Texarkana Gazette

Mother: Slender Man victim still scarred, fearful three years after stabbing attack

- Milwaukee Journal Sentinel By Bruce Vielmetti

WAUKESHA, Wis.—The victim in the infamous Slender Man stabbing shows outward signs of recovery but still carries deep fears and insecuriti­es, as well as physical scars from the attack and the surgeries that saved her life, her mother says in a new court filing.

In a compelling two-page victim impact statement, Stacie Leutner describes how her whole family has suffered along with daughter Payton, who in 2014 was stabbed 19 times by her friends Morgan Geyser and Anissa Weier after a sleepover party for Morgan’s 12th birthday.

Both were charged as adults and found not guilty by reason of mental disease or defect earlier this year. Experts said they suffered from a shared delusion that Slender Man—an internet boogeyman—would harm them or their families if they didn’t kill their sixth-grade classmate.

Weier’s sentencing—really the judge’s parameters of her civil commitment at a state mental hospital—is Thursday.

On the one hand, her mother wrote, Payton has done well in the wake of the attack: She survived, she returned to school, she made new friends and traveled with them to the East Coast, and to Canada with her school’s French club.

“But she was different,” her mother wrote. “She was more reserved and more cautious. She held everyone at arm’s length and never let anyone get too close. She immersed herself in school in an attempt to distract herself from the uncertaint­y of her life; everything she knew about her home and her family was different.

“And she didn’t know how to cope with that.”

In addition, extensive scarring— marks from stabbings, six from surgeries, 25 in all—on her arms, leg, torso, and chest constantly remind Payton of the incident, and make swimsuit shopping a challenge.

Stacie Leutner details the effect on Payton’s younger brother, who was 10 at the time and felt “like a forgotten child” in the wake of her return home and the constant attention she required for recovery.

“He still struggles with … the belief that he is somehow less important than his sister,” she said.

The event also stressed her marriage, Stacie Leutner said, creating “a cavern” between the couple.

She wrote that Payton supported the final resolution­s of the cases for two reasons. First, she did not want to testify; she has never spoken of the attack since her interview with a detective from her hospital bed.

Second, she agrees that treatment in a secure hospital is best for both Geyser and Weier, even though she will not feel safe if either is ever released back into the community without supervisio­n.

Her mother said it was Payton’s own compassion that took her into the Waukesha woods where she was attacked by the other girls she thought were friends.

“Payton knew that if she wasn’t Morgan’s friend, then Morgan wouldn’t have any friends,” and believed everyone deserved at least one friend.”

The letter is the most extensive remarks from the Leutner family since their appearance on ABC’s “20/20” program a few months after the crime. Stacie and Josef Leutner and their parents and other relatives—but never Payton—have attended nearly every hearing over the 3½ years of the case but always declined to speak with reporters.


**Exercise details**
Count every line below that holds the word "title", and give the number with no other words.

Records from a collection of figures

———

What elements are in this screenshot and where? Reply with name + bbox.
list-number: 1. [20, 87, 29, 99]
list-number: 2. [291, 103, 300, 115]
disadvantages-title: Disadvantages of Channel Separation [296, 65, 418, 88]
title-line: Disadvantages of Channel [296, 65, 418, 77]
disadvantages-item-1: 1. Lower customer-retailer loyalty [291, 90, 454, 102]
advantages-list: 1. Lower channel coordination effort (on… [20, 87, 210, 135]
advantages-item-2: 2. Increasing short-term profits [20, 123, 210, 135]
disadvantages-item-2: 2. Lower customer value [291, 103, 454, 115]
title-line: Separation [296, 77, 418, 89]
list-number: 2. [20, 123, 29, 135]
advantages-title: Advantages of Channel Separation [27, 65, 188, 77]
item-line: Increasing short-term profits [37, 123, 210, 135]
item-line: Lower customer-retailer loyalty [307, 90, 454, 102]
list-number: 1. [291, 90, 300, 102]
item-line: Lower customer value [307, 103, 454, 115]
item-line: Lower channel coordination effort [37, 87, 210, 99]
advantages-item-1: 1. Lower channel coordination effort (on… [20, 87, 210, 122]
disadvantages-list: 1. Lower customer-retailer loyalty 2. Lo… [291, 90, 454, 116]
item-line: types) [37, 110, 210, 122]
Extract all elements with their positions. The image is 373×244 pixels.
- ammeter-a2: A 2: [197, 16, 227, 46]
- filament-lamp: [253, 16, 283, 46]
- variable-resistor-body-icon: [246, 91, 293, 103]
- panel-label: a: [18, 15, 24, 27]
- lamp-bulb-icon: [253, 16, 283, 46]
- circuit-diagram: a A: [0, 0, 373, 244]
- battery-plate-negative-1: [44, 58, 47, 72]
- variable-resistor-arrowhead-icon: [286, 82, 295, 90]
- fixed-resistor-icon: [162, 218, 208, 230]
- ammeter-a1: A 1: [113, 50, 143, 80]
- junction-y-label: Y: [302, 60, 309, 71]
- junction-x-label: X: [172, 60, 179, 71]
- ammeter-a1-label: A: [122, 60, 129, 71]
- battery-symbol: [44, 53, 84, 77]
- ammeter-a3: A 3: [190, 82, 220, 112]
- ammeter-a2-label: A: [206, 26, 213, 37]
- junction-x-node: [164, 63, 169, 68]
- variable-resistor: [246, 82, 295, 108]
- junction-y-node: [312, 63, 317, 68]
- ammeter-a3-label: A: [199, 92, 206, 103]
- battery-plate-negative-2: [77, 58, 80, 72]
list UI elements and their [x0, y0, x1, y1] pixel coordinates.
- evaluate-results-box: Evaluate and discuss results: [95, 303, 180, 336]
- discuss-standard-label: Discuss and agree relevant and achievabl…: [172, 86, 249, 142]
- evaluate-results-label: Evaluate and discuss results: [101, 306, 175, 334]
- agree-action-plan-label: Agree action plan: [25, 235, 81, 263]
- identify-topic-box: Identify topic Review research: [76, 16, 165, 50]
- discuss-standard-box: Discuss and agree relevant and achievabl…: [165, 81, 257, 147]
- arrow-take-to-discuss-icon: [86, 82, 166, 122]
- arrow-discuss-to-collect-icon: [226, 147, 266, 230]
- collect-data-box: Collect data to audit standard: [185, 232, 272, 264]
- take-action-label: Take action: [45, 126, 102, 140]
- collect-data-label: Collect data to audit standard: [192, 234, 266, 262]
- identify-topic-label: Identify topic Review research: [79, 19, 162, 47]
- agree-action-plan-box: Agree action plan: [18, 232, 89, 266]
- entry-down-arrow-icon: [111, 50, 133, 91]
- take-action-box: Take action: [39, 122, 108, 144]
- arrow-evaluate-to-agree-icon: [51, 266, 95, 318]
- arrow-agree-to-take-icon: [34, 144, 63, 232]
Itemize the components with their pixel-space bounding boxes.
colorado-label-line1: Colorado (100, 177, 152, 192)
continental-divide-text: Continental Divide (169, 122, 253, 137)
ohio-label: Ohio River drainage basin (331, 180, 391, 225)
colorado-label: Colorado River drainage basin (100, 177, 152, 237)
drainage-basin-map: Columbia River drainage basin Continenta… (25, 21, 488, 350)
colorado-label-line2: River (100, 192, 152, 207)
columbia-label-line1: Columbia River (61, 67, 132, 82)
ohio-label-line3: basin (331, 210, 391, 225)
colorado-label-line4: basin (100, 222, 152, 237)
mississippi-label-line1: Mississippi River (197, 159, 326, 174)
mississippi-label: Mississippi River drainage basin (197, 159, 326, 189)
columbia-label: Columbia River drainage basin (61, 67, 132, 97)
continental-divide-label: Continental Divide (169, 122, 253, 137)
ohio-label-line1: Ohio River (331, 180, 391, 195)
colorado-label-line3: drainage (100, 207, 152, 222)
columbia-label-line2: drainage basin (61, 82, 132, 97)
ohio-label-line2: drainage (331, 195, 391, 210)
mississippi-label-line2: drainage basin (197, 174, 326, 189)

———

**The answer**
4